MCP uses the developer’s existing SSO/MFA to authenticate the request and returns an ephemeral session key.

Step 3: Script generation

MCP generates a shell script containing the ephemeral key. Here’s an illustrative approximation of how the generated command looks:

# Approximation—not actual generated command
export DB_PASS=$(curl -s "https://mcp/api/secret/db/prod" \
     - - header "Authorization: Bearer <ephemeral-session-key>" | jq -r
'.password')

(Note: The actual command securely generated by MCP may differ in format, but this captures the essence.)

Step 4: Secret fetch at runtime

When the agent runs the command, the secret is fetched directly into an environment variable.
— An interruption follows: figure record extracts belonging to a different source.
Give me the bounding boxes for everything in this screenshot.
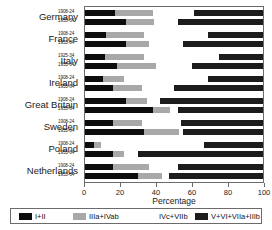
- bar-segment: [142, 120, 181, 126]
- bar-row: [85, 32, 263, 38]
- bar-group: [85, 29, 263, 51]
- bar-segment: [142, 85, 174, 91]
- bar-row: [85, 85, 263, 91]
- bar-segment: [85, 173, 138, 179]
- bar-segment: [153, 10, 194, 16]
- cohort-label: 1908-24: [58, 97, 84, 103]
- legend-label: I+II: [35, 212, 46, 221]
- bar-segment: [85, 54, 105, 60]
- bar-segment: [208, 76, 263, 82]
- x-axis: 020406080100: [84, 182, 264, 188]
- bar-segment: [126, 98, 147, 104]
- bar-row: [85, 164, 263, 170]
- bar-segment: [194, 10, 263, 16]
- bar-row: [85, 151, 263, 157]
- bar-segment: [149, 41, 183, 47]
- x-axis-tick: [264, 183, 265, 187]
- bar-segment: [156, 63, 192, 69]
- bar-segment: [126, 19, 154, 25]
- bar-row: [85, 54, 263, 60]
- x-axis-tick: [228, 183, 229, 187]
- bar-segment: [174, 85, 263, 91]
- bar-row: [85, 173, 263, 179]
- cohort-label: 1908-24: [58, 9, 84, 15]
- bar-segment: [115, 10, 152, 16]
- cohort-label: 1955-64: [58, 150, 84, 156]
- bar-segment: [94, 142, 101, 148]
- bar-segment: [192, 63, 263, 69]
- cohort-label: 1955-64: [58, 62, 84, 68]
- legend-swatch: [73, 213, 86, 220]
- cohort-label: 1955-64: [58, 128, 84, 134]
- bar-row: [85, 63, 263, 69]
- cohort-label: 1908-24: [58, 141, 84, 147]
- bar-segment: [85, 41, 126, 47]
- bar-segment: [126, 41, 149, 47]
- bar-row: [85, 142, 263, 148]
- bar-segment: [219, 54, 264, 60]
- bar-segment: [85, 164, 113, 170]
- chart-legend: I+IIIIIa+IVabIVc+VIIbV+VI+VIIa+IIIb: [10, 208, 262, 224]
- cohort-label-group: 1908-241955-64: [58, 28, 84, 50]
- bar-segment: [153, 107, 171, 113]
- bar-segment: [124, 76, 208, 82]
- bar-segment: [85, 129, 144, 135]
- bar-segment: [178, 19, 263, 25]
- bar-segment: [154, 19, 177, 25]
- x-axis-tick: [156, 183, 157, 187]
- bar-segment: [117, 63, 156, 69]
- bar-segment: [85, 98, 126, 104]
- bar-group: [85, 95, 263, 117]
- bar-segment: [85, 120, 113, 126]
- cohort-label: 1925-34: [58, 53, 84, 59]
- bar-segment: [162, 173, 169, 179]
- bar-segment: [183, 129, 263, 135]
- bar-segment: [85, 85, 113, 91]
- bar-row: [85, 120, 263, 126]
- bar-row: [85, 107, 263, 113]
- cohort-label: 1955-64: [58, 18, 84, 24]
- legend-item: V+VI+VIIa+IIIb: [195, 212, 260, 221]
- bar-segment: [147, 98, 159, 104]
- bar-segment: [101, 142, 204, 148]
- bar-segment: [113, 85, 141, 91]
- cohort-label-group: 1908-241955-64: [58, 160, 84, 182]
- bar-group: [85, 161, 263, 183]
- bar-segment: [181, 120, 263, 126]
- cohort-label: 1908-24: [58, 75, 84, 81]
- bar-segment: [85, 10, 115, 16]
- legend-swatch: [19, 213, 32, 220]
- bar-segment: [178, 164, 263, 170]
- bar-segment: [144, 54, 219, 60]
- bar-segment: [103, 76, 124, 82]
- bar-group: [85, 73, 263, 95]
- cohort-label-group: 1908-241955-64: [58, 138, 84, 160]
- cohort-label: 1955-64: [58, 84, 84, 90]
- bar-segment: [106, 32, 143, 38]
- legend-label: IIIa+IVab: [89, 212, 119, 221]
- bar-segment: [85, 32, 106, 38]
- bar-segment: [208, 32, 263, 38]
- bar-row: [85, 41, 263, 47]
- legend-swatch: [195, 213, 208, 220]
- legend-item: IIIa+IVab: [73, 212, 119, 221]
- bar-segment: [144, 129, 180, 135]
- bar-group: [85, 139, 263, 161]
- plot-area: [84, 6, 264, 182]
- cohort-label: 1955-64: [58, 172, 84, 178]
- bar-segment: [85, 76, 103, 82]
- stacked-bar-chart: GermanyFranceItalyIrelandGreat BritainSw…: [0, 0, 272, 230]
- cohort-labels: 1908-241955-641908-241955-641925-341955-…: [58, 6, 84, 182]
- cohort-label-group: 1925-341955-64: [58, 50, 84, 72]
- bar-group: [85, 51, 263, 73]
- cohort-label: 1955-64: [58, 106, 84, 112]
- legend-item: I+II: [19, 212, 46, 221]
- cohort-label-group: 1908-241955-64: [58, 94, 84, 116]
- x-axis-tick: [120, 183, 121, 187]
- cohort-label: 1955-64: [58, 40, 84, 46]
- bar-row: [85, 129, 263, 135]
- bar-segment: [204, 142, 263, 148]
- bar-segment: [113, 164, 149, 170]
- bar-group: [85, 117, 263, 139]
- bar-segment: [124, 151, 138, 157]
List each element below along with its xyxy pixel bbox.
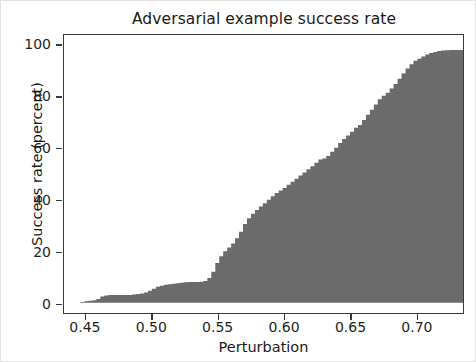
- y-tick-mark: [56, 148, 62, 149]
- x-tick-label: 0.45: [69, 319, 100, 335]
- y-tick-mark: [56, 96, 62, 97]
- plot-area: [63, 34, 464, 314]
- y-tick-mark: [56, 252, 62, 253]
- y-axis-label: Success rate (percent): [29, 44, 45, 284]
- x-tick-mark: [85, 314, 86, 320]
- chart-figure: Adversarial example success rate 0204060…: [0, 0, 476, 362]
- y-tick-mark: [56, 304, 62, 305]
- x-tick-label: 0.70: [401, 319, 432, 335]
- area-fill-path: [64, 50, 463, 303]
- x-tick-label: 0.60: [268, 319, 299, 335]
- y-tick-label: 0: [42, 296, 51, 312]
- x-axis-label: Perturbation: [63, 339, 464, 355]
- y-tick-mark: [56, 44, 62, 45]
- y-tick-mark: [56, 200, 62, 201]
- success-rate-area-series: [64, 35, 463, 313]
- x-tick-mark: [218, 314, 219, 320]
- x-tick-label: 0.65: [335, 319, 366, 335]
- x-tick-mark: [284, 314, 285, 320]
- x-tick-mark: [151, 314, 152, 320]
- chart-title: Adversarial example success rate: [63, 10, 465, 28]
- x-tick-label: 0.50: [136, 319, 167, 335]
- x-tick-mark: [417, 314, 418, 320]
- x-tick-label: 0.55: [202, 319, 233, 335]
- x-tick-mark: [350, 314, 351, 320]
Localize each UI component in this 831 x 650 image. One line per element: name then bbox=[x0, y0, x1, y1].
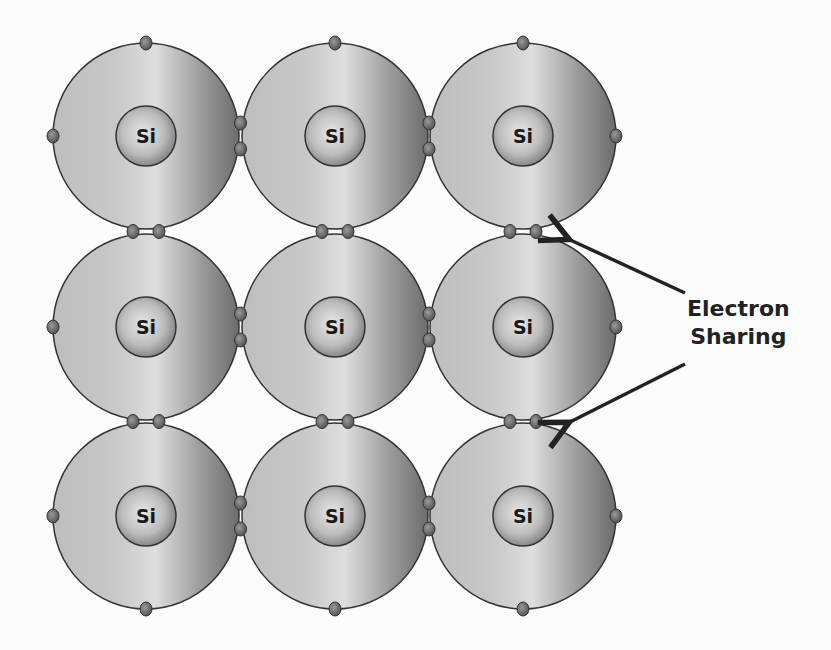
electron-icon bbox=[610, 129, 622, 143]
electron-icon bbox=[610, 320, 622, 334]
atom-symbol: Si bbox=[136, 125, 156, 147]
electron-icon bbox=[140, 36, 152, 50]
electron-icon bbox=[610, 509, 622, 523]
electron-icon bbox=[235, 116, 247, 130]
electron-icon bbox=[127, 415, 139, 429]
electron-icon bbox=[423, 496, 435, 510]
electron-icon bbox=[140, 602, 152, 616]
electron-icon bbox=[235, 142, 247, 156]
electron-icon bbox=[530, 225, 542, 239]
silicon-atom: Si bbox=[242, 43, 428, 229]
electron-icon bbox=[47, 129, 59, 143]
electron-icon bbox=[47, 320, 59, 334]
atom-symbol: Si bbox=[325, 505, 345, 527]
electron-icon bbox=[342, 225, 354, 239]
atom-symbol: Si bbox=[513, 316, 533, 338]
silicon-atom: Si bbox=[430, 234, 616, 420]
silicon-lattice-diagram: SiSiSiSiSiSiSiSiSi Electron Sharing bbox=[0, 0, 831, 650]
atom-symbol: Si bbox=[325, 125, 345, 147]
atom-symbol: Si bbox=[136, 316, 156, 338]
silicon-atom: Si bbox=[242, 234, 428, 420]
silicon-atom: Si bbox=[53, 43, 239, 229]
electron-icon bbox=[153, 415, 165, 429]
silicon-atom: Si bbox=[430, 43, 616, 229]
atom-symbol: Si bbox=[513, 125, 533, 147]
electron-icon bbox=[329, 36, 341, 50]
electron-icon bbox=[423, 116, 435, 130]
silicon-atom: Si bbox=[430, 423, 616, 609]
electron-icon bbox=[235, 496, 247, 510]
electron-icon bbox=[530, 415, 542, 429]
electron-icon bbox=[504, 415, 516, 429]
electron-icon bbox=[235, 522, 247, 536]
electron-icon bbox=[329, 602, 341, 616]
atoms-group: SiSiSiSiSiSiSiSiSi bbox=[53, 43, 616, 609]
electron-icon bbox=[235, 333, 247, 347]
electron-icon bbox=[127, 225, 139, 239]
electron-sharing-label: Electron Sharing bbox=[687, 295, 790, 351]
label-line-2: Sharing bbox=[687, 323, 790, 351]
electron-icon bbox=[316, 415, 328, 429]
electron-icon bbox=[235, 307, 247, 321]
electron-icon bbox=[423, 522, 435, 536]
electron-icon bbox=[316, 225, 328, 239]
silicon-atom: Si bbox=[53, 423, 239, 609]
electron-icon bbox=[342, 415, 354, 429]
electron-icon bbox=[504, 225, 516, 239]
electron-icon bbox=[423, 142, 435, 156]
silicon-atom: Si bbox=[53, 234, 239, 420]
atom-symbol: Si bbox=[136, 505, 156, 527]
electron-icon bbox=[47, 509, 59, 523]
electron-icon bbox=[517, 36, 529, 50]
label-line-1: Electron bbox=[687, 295, 790, 323]
atom-symbol: Si bbox=[513, 505, 533, 527]
electron-icon bbox=[423, 307, 435, 321]
silicon-atom: Si bbox=[242, 423, 428, 609]
electron-icon bbox=[517, 602, 529, 616]
electron-icon bbox=[153, 225, 165, 239]
electron-icon bbox=[423, 333, 435, 347]
atom-symbol: Si bbox=[325, 316, 345, 338]
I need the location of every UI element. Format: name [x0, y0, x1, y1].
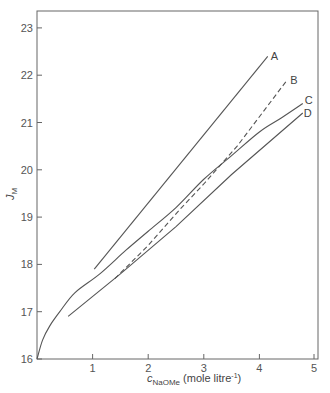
y-tick-label: 19 — [21, 211, 33, 223]
x-axis-title: cNaOMe(mole litre-1) — [147, 372, 241, 387]
series-line-b — [115, 80, 287, 279]
series-lines — [37, 56, 303, 359]
series-label-b: B — [290, 74, 297, 86]
series-label-d: D — [304, 107, 312, 119]
y-tick-label: 23 — [21, 22, 33, 34]
series-line-d — [68, 113, 303, 316]
y-axis-title: JM — [4, 188, 19, 202]
series-labels: ABCD — [271, 50, 313, 119]
y-tick-label: 18 — [21, 258, 33, 270]
y-tick-label: 20 — [21, 164, 33, 176]
series-label-c: C — [305, 94, 313, 106]
series-line-a — [94, 56, 267, 269]
y-tick-label: 17 — [21, 306, 33, 318]
y-tick-label: 22 — [21, 69, 33, 81]
x-tick-label: 4 — [256, 362, 262, 374]
y-tick-label: 21 — [21, 117, 33, 129]
y-axis-ticks: 1617181920212223 — [21, 22, 42, 365]
x-tick-label: 1 — [90, 362, 96, 374]
chart: 1617181920212223 12345 ABCD cNaOMe(mole … — [0, 0, 330, 393]
x-tick-label: 5 — [311, 362, 317, 374]
series-label-a: A — [271, 50, 279, 62]
y-tick-label: 16 — [21, 353, 33, 365]
x-axis-ticks: 12345 — [90, 354, 318, 374]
The only temporary log entry is the short-lived session key, never the secret itself.

Step 5: Cleanup

Once done, the agent runs the provided command to clear the secret from memory immediately:

unset DB_PASS

Bonus security features

Using MCP + Secret Server offers:

  • Full audit trails: Every secret fetch is logged and tracked centrally.
  • Automatic secret rotation: Reduce manual overhead and enhance security.
  • AI driven Just-in-Time (JIT) approvals: Integrate Delinea Authorization powered by Iris AI for automated, context-aware approval of secret requests. 

 

My closing thoughts

Integrating coding agents into our workflow is powerful, but handling sensitive credentials carelessly can expose us to significant risk. By using MCP and Secret Server on the Delinea Platform, we’ve created a practical solution that allows agents to safely fetch secrets without compromising security. This approach keeps auditors happy, ensures compliance, and significantly reduces the risk surface.

The complete implementation and more detailed documentation are available on GitHub. If you have suggestions, improvements, or questions, please feel free to open a pull request or reach out directly.